Philadelphia Center City Plan
There is a new plan for the center of this city, and it manages to learn both from Philadelphia’s own history and from the halting and often failed efforts of other major American cities to control and guide their growth. Perhaps there should be no surprise that Philadelphia has done it right: from the standpoint of urban planning, after all, Philadelphia has long been one of the luckiest cities in the United States.
Thus the new plan, created by Philadelphia’s City Planning Commission, working with the architects Robert Geddes and Robert Brown of the firm of Geddes Brecher Qualls Cunningham, summarizes what we have learned about cities in the last generation, applies it specifically to Philadelphia, and then stands aside. The intent is not to overplan and dictate to architects exactly how their buildings should be designed; it is to set out some basic principles by which the city should grow, and insist that architects accommodate themselves to these guidelines...
The plan tries to balance growth and preservation; this, perhaps more than anything else, marks it as a product of its time... The plan makes specific recommendations about where future skyscraper growth should be... What gives the plan national significance are not these aspects, however, but the urban design priorities it sets. This plan makes the street the primary element in the urban fabric, and this more than anything else sets this plan apart from the last generation’s way of seeing cities.
To say that the primacy of the street is sacred may seem to be to utter a truism — how can you have cities without streets? But the fact is that a whole generation of architects and planners tried to do just that. American cities are full of plazas, malls, arcades, and open spaces of every which kind, most of which have made little sense and have served only to heighten the sense of distance and isolation people feel from downtowns...
New buildings in Philadelphia will be required to be built out to the street, then, and will break away from the modernist notion of towers set behind plazas. There are also provisions dictating the design of open space … and there are recommendations that buildings have maximum retail shopfronts on the street level and that architectural elements emphasize the entrances to large buildings.
The plan also recommends that the city make a special effort to preserve the delicate balance of large and small-scale buildings along Chestnut and Washington Streets, strong retail streets that run parallel to Philadelphia’s spine of skyscrapers, and which could easily disappear for more towers.

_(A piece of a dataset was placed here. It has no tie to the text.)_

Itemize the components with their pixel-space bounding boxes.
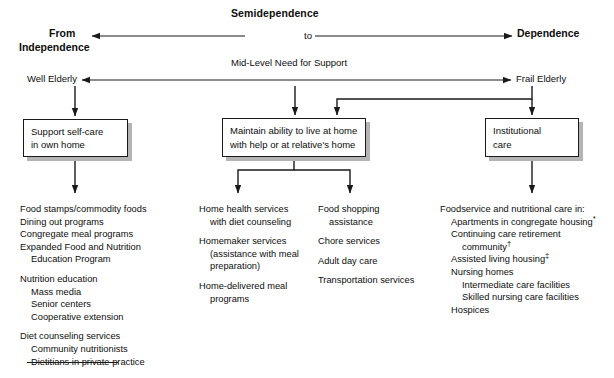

And, in one of its most inventive and specific prescriptions, the plan urges that important “view corridors” toward Philadelphia’s City Hall be maintained.
It is a plan that consists, admittedly, more of little elements than of great, bold strokes - not because big strokes do not matter, but because in Philadelphia, they were there already. The city’s planners have come to realize that it is only through a combination of fine tuning and grand gestures that cities are made civilized. Philadelphia was lucky when William Penn saw it in terms of squares, and it was not unlucky when Edmund Bacon came to see it mainly in terms of systems. Now, as Robert Geddes views the city in terms of streets, it is lucky again.
Structure

Fabric

Landmarks

The 1985 Plan

Articles
Philadelphia Architecture: Form, Design and the City
Video produced by Reynolds Metal Company and the American Institute of Architects, 1962.
The Third Philadelphia Plan: The Theoretical Base
Geddes, Robert L., Architecture, October 1988, pp. 74-76.
Philadelphia Master Plan Rests On Its Streets
Goldberger, Paul, The New York Times, June 12, 1988.